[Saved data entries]
# # # # #
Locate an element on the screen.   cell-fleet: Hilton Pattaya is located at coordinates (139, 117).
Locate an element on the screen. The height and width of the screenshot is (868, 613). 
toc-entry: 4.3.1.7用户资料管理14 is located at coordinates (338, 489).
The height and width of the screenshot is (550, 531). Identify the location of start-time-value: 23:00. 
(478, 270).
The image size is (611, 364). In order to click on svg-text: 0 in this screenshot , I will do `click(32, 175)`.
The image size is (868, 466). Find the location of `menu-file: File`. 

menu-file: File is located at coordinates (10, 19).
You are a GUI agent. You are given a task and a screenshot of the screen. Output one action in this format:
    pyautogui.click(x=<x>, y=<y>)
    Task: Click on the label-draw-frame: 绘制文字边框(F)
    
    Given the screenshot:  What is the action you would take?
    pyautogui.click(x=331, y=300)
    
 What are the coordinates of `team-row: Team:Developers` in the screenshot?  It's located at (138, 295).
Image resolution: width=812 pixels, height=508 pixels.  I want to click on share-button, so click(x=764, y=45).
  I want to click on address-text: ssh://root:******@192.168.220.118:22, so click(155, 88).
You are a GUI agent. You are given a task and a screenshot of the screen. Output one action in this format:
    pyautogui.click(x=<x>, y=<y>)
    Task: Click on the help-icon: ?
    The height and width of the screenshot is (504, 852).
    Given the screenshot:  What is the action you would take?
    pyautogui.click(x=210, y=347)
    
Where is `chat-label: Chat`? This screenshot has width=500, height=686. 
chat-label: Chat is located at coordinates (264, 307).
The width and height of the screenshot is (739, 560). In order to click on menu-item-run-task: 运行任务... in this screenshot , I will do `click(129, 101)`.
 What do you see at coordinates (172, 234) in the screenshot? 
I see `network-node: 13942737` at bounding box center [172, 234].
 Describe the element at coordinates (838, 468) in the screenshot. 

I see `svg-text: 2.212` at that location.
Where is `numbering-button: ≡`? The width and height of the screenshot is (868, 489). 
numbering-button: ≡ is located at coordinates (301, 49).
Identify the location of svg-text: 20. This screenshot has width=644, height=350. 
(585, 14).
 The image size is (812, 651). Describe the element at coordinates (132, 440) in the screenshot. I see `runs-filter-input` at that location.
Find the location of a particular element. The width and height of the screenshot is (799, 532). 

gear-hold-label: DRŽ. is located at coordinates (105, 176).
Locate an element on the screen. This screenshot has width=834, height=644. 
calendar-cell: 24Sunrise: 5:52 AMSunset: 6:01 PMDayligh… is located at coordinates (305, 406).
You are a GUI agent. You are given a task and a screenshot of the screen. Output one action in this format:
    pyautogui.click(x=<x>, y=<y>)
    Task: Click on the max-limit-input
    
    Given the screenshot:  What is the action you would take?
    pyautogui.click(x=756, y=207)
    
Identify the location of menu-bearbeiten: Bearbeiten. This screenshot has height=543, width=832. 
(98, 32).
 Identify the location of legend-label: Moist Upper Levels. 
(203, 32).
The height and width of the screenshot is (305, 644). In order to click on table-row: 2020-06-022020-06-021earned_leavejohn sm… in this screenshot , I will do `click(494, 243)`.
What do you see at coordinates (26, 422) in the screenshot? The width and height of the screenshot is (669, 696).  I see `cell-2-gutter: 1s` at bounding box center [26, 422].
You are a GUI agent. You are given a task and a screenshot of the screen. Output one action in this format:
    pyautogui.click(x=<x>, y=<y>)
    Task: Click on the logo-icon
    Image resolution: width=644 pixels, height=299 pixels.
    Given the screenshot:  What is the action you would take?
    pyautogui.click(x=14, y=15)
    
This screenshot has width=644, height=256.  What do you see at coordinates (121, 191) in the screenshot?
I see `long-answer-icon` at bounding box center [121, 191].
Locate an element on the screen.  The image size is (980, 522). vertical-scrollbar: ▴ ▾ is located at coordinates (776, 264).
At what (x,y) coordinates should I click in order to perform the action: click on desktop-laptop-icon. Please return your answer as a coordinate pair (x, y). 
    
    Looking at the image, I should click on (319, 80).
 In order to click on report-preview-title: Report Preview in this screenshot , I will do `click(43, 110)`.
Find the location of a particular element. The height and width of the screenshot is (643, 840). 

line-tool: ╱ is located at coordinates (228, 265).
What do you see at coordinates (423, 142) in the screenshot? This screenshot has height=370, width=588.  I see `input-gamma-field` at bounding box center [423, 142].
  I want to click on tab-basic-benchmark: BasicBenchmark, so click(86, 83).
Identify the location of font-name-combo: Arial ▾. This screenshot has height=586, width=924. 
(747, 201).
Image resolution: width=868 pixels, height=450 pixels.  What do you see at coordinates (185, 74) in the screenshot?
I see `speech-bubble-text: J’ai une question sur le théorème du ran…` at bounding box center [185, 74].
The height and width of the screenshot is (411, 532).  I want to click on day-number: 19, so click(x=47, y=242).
# # # # #
- [Work task] Taking care to match every character, output all of the entries above.

- [Task answer]
Locate an element on the screen.   cell-fleet: Hilton Pattaya is located at coordinates (139, 117).
Locate an element on the screen. The height and width of the screenshot is (868, 613). 
toc-entry: 4.3.1.7用户资料管理14 is located at coordinates (338, 489).
The height and width of the screenshot is (550, 531). Identify the location of start-time-value: 23:00. 
(478, 270).
The image size is (611, 364). In order to click on svg-text: 0 in this screenshot , I will do `click(32, 175)`.
The image size is (868, 466). Find the location of `menu-file: File`. 

menu-file: File is located at coordinates (10, 19).
You are a GUI agent. You are given a task and a screenshot of the screen. Output one action in this format:
    pyautogui.click(x=<x>, y=<y>)
    Task: Click on the label-draw-frame: 绘制文字边框(F)
    
    Given the screenshot:  What is the action you would take?
    pyautogui.click(x=331, y=300)
    
 What are the coordinates of `team-row: Team:Developers` in the screenshot?  It's located at (138, 295).
Image resolution: width=812 pixels, height=508 pixels.  I want to click on share-button, so click(x=764, y=45).
  I want to click on address-text: ssh://root:******@192.168.220.118:22, so click(155, 88).
You are a GUI agent. You are given a task and a screenshot of the screen. Output one action in this format:
    pyautogui.click(x=<x>, y=<y>)
    Task: Click on the help-icon: ?
    The height and width of the screenshot is (504, 852).
    Given the screenshot:  What is the action you would take?
    pyautogui.click(x=210, y=347)
    
Where is `chat-label: Chat`? This screenshot has width=500, height=686. 
chat-label: Chat is located at coordinates (264, 307).
The width and height of the screenshot is (739, 560). In order to click on menu-item-run-task: 运行任务... in this screenshot , I will do `click(129, 101)`.
 What do you see at coordinates (172, 234) in the screenshot? 
I see `network-node: 13942737` at bounding box center [172, 234].
 Describe the element at coordinates (838, 468) in the screenshot. 

I see `svg-text: 2.212` at that location.
Where is `numbering-button: ≡`? The width and height of the screenshot is (868, 489). 
numbering-button: ≡ is located at coordinates (301, 49).
Identify the location of svg-text: 20. This screenshot has width=644, height=350. 
(585, 14).
 The image size is (812, 651). Describe the element at coordinates (132, 440) in the screenshot. I see `runs-filter-input` at that location.
Find the location of a particular element. The width and height of the screenshot is (799, 532). 

gear-hold-label: DRŽ. is located at coordinates (105, 176).
Locate an element on the screen. This screenshot has width=834, height=644. 
calendar-cell: 24Sunrise: 5:52 AMSunset: 6:01 PMDayligh… is located at coordinates (305, 406).
You are a GUI agent. You are given a task and a screenshot of the screen. Output one action in this format:
    pyautogui.click(x=<x>, y=<y>)
    Task: Click on the max-limit-input
    
    Given the screenshot:  What is the action you would take?
    pyautogui.click(x=756, y=207)
    
Identify the location of menu-bearbeiten: Bearbeiten. This screenshot has height=543, width=832. 
(98, 32).
 Identify the location of legend-label: Moist Upper Levels. 
(203, 32).
The height and width of the screenshot is (305, 644). In order to click on table-row: 2020-06-022020-06-021earned_leavejohn sm… in this screenshot , I will do `click(494, 243)`.
What do you see at coordinates (26, 422) in the screenshot? The width and height of the screenshot is (669, 696).  I see `cell-2-gutter: 1s` at bounding box center [26, 422].
You are a GUI agent. You are given a task and a screenshot of the screen. Output one action in this format:
    pyautogui.click(x=<x>, y=<y>)
    Task: Click on the logo-icon
    Image resolution: width=644 pixels, height=299 pixels.
    Given the screenshot:  What is the action you would take?
    pyautogui.click(x=14, y=15)
    
This screenshot has width=644, height=256.  What do you see at coordinates (121, 191) in the screenshot?
I see `long-answer-icon` at bounding box center [121, 191].
Locate an element on the screen.  The image size is (980, 522). vertical-scrollbar: ▴ ▾ is located at coordinates (776, 264).
At what (x,y) coordinates should I click in order to perform the action: click on desktop-laptop-icon. Please return your answer as a coordinate pair (x, y). 
    
    Looking at the image, I should click on (319, 80).
 In order to click on report-preview-title: Report Preview in this screenshot , I will do `click(43, 110)`.
Find the location of a particular element. The height and width of the screenshot is (643, 840). 

line-tool: ╱ is located at coordinates (228, 265).
What do you see at coordinates (423, 142) in the screenshot? This screenshot has height=370, width=588.  I see `input-gamma-field` at bounding box center [423, 142].
  I want to click on tab-basic-benchmark: BasicBenchmark, so click(86, 83).
Identify the location of font-name-combo: Arial ▾. This screenshot has height=586, width=924. 
(747, 201).
Image resolution: width=868 pixels, height=450 pixels.  What do you see at coordinates (185, 74) in the screenshot?
I see `speech-bubble-text: J’ai une question sur le théorème du ran…` at bounding box center [185, 74].
The height and width of the screenshot is (411, 532).  I want to click on day-number: 19, so click(x=47, y=242).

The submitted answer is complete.